Go to workflow directory and activate Snakemake's virtual environment. It is recommended to test Snakemake in its built-in dryrun mode as it will usually identify possible errors in the workflow configuration.

# Activate virtual environment.
conda activate snakemake

# Run Snakemake in dryrun mode. 
snakemake --use-conda --cores 1 --dryrun

If everything seems to be fine, proceed to actual workflow by dropping the --dryrun mode from the command. Parameter --cores specifies the number of available cores for the workflows. Provided value must be at least one, but you can significantly speed up the workflow by providing more cores for the analysis.

# Run workflow.
snakemake --use-conda --cores [int]

Workflow should now start. It will take some time to generate all required virtual environments especially if this is your first run.

Workflow description

  1. Adapter and primer sequences are first trimmed from raw FASTQ reads with cutadapt.
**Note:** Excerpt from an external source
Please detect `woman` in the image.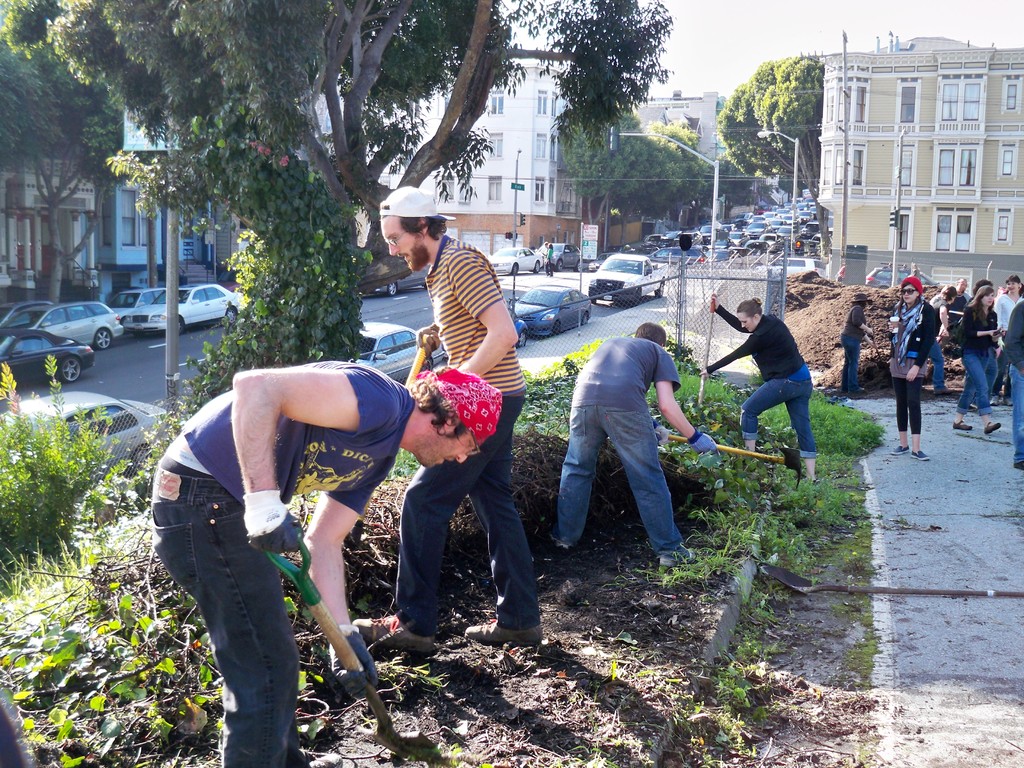
select_region(993, 268, 1023, 399).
By default, reads are quality-trimmed so that the bases with base quality scores less than Q10 are trimmed from 3' end of the read and reads shorter than 10 bp are discarded from further analysis.
  2. Trimmed reads are aligned against human reference genome hg38 with BWA-MEM algorithm.
  3. Aligned reads are deduplicated with Picard MarkDuplicates tool to identify possible PCR artifacts and optical sequencing errors. Although deduplication is performed by default, it can be disabled from config/config.yaml if required by specific sequencing approaches (such as amplicon based target enrichment).
  4. Base quality score recalibration (BQSR) is applied to detect and compensate systematic errors in the sequencing data that originate from sequencing machine.
  5. Somatic and germline variants are called with GATK4 Mutect2. Low-quality somatic variants are subsequently discarded by GATK4 FilterMutectCalls to obtain high-quality variant calls.
  6. Variant calls are annotated with gene name, amino acid changes, functional consequence etc. beneficial information by using SnpEff. Variant calls are further annotated by comparing variants to existing ClinVar and OncoKB database records.
  7. Key results of variant calling workflow are parsed to Excel file.

Bugs and feature requests

Found a bug from source code or have idea for improvements and new features? Open a new Issue or make a new Pull request through GitHub to help improve the development of this workflow!

How to cite?

This workflow has not been published yet. If you decide to use this workflow in your research, simply refer to this GitHub repository.